N₁Total occurrences of operators.
N₂Total occurrences of operands.
The classical Halstead derived quantities follow:
η = η₁ + η₂                       (vocabulary)
N = N₁ + N₂                       (length)
V = N · log₂(η)                   (volume)
D = (η₁ / 2) · (N₂ / η₂)          (difficulty)
E = D · V                         (effort)
B = V / 3000                      (estimated bugs)
T = E / 18                        (estimated implementation time)
The constant 18 in the time formula is Halstead’s “Stroud number” — the number of mental discriminations per second a programmer is assumed to make.

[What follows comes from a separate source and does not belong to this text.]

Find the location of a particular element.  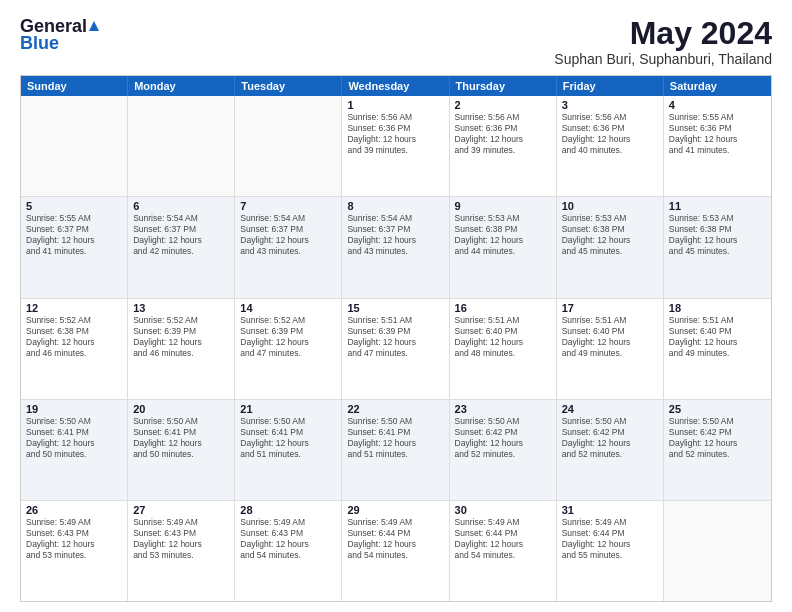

Per-language operator/operand split

What counts as an operator vs. an operand is language-specific. mehen’s analyzers follow the prevailing convention:
  • Operators: keywords (if, for, return, …), arithmetic and logical symbols (+, &&, …), parentheses pair (), brackets [], and assignment operators.
  • Operands: identifiers, literal values (numbers, strings, booleans, null/undefined), and type names.
The exact mapping for each language lives in its analyzer crate at crates/mehen-<lang>/.

How to read it

HalsteadInterpretation
volume low, difficulty lowSmall, easy code.
volume high, difficulty lowLong but mechanical (e.g., big lookup table).
volume low, difficulty highCompact but tricky (clever one-liner).
volume high, difficulty highLarge and tricky — refactor candidate.
halstead.bugs and halstead.time are rough estimates with limited empirical backing. Treat them as order-of-magnitude signals, not promises.

References

  • Halstead, M. H. (1977). Elements of Software Science. Operating and Programming Systems Series. Elsevier. OSTI record.
  • Kearney, J. K., et al. Software Complexity Measurement — MIT lecture notes that summarize the Halstead operator/operand formulation alongside McCabe. PDF (MIT OCW 16.355).
  • Christensen, K., Fitsos, G. P. & Smith, C. P. (1981). A perspective on software science. IBM Systems Journal 20(4): 372–387. DOI.
  • Sonar: Halstead in the metrics definitions.
  • Radon: Halstead — Python reference implementation of the formulas.